Lars van Wieren, Founder & CEO @ Starred

‘The program has been a great ride,’ he continues. ‘It was quite a diverse batch of scaleups in the end, but it was really inspiring to hear their stories. After our first session we had a boat ride until midnight where we got to spend some time together – I made some friends that I can go to for advice, for sure.'

‘The mentor sessions were off the charts, too,’ he adds. ‘That was a huge selling point of the program and it was really insightful to have time with high profile figures like that. Pieter van der Does is the CEO of Adyen – an almost 40 billion euro company. If he is willing to invest his time in this program, it shows that lots of people believe that Techleap will be big.

For a software services company that specialises in employee feedback, coronavirus has been an inevitable rocky patch. ‘It’s hit us pretty hard, to put it mildly,’ he says. Recruitment isn’t the best industry to be in right now, but Lars is confident that Starred is in this for the long haul. ‘Entrepreneurship feels like a sprint at first,’ he says. ‘Everyone wants to be an overnight success, but then you realise it’s actually a marathon and there aren’t really any true overnight successes. 

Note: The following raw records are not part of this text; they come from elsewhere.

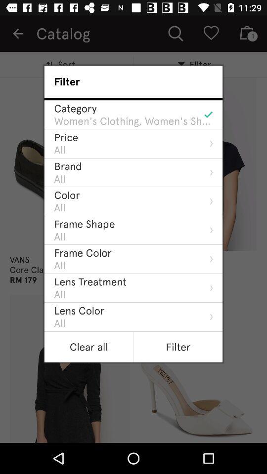 The image size is (267, 474). I want to click on click the item below the all icon, so click(84, 224).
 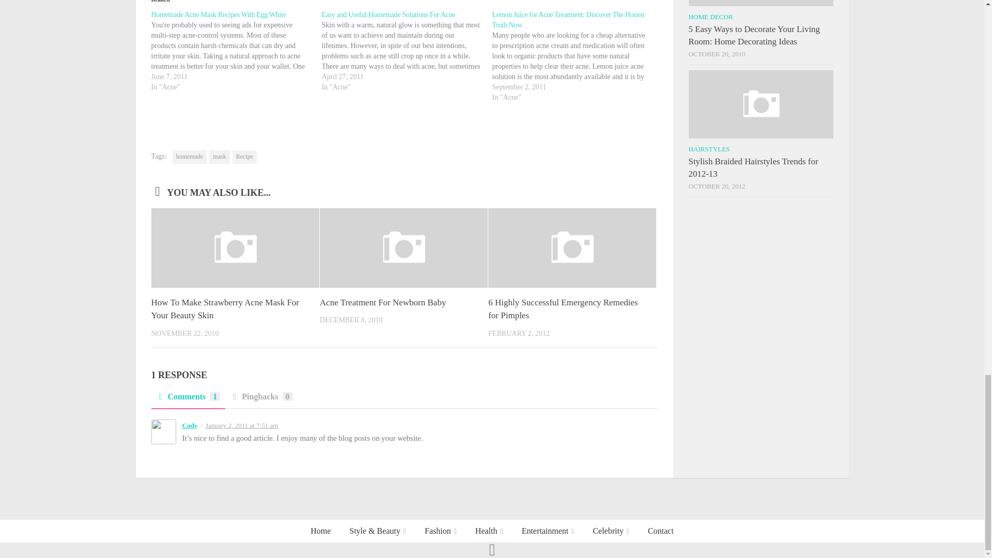 I want to click on Easy and Useful Homemade Solutions For Acne, so click(x=388, y=14).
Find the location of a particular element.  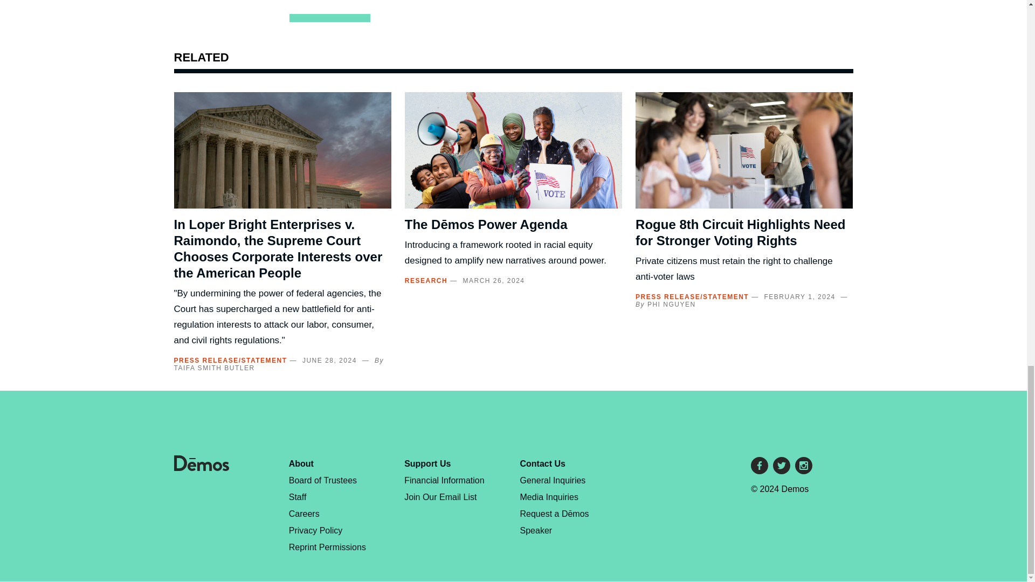

Join Our Email List is located at coordinates (440, 497).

‘I don’t like quoting Steve Jobs too often, but he once said, ‘overnight successes take a terribly long time to build’. I think that’s apt. Too many entrepreneurs are impatient and they feel like things have to happen in the first few years, but it will never happen like that, and just when you think you’ve made it there’s an invisible virus that strikes down the world! Growth isn’t the most important metric anymore – you have to build for the long term.’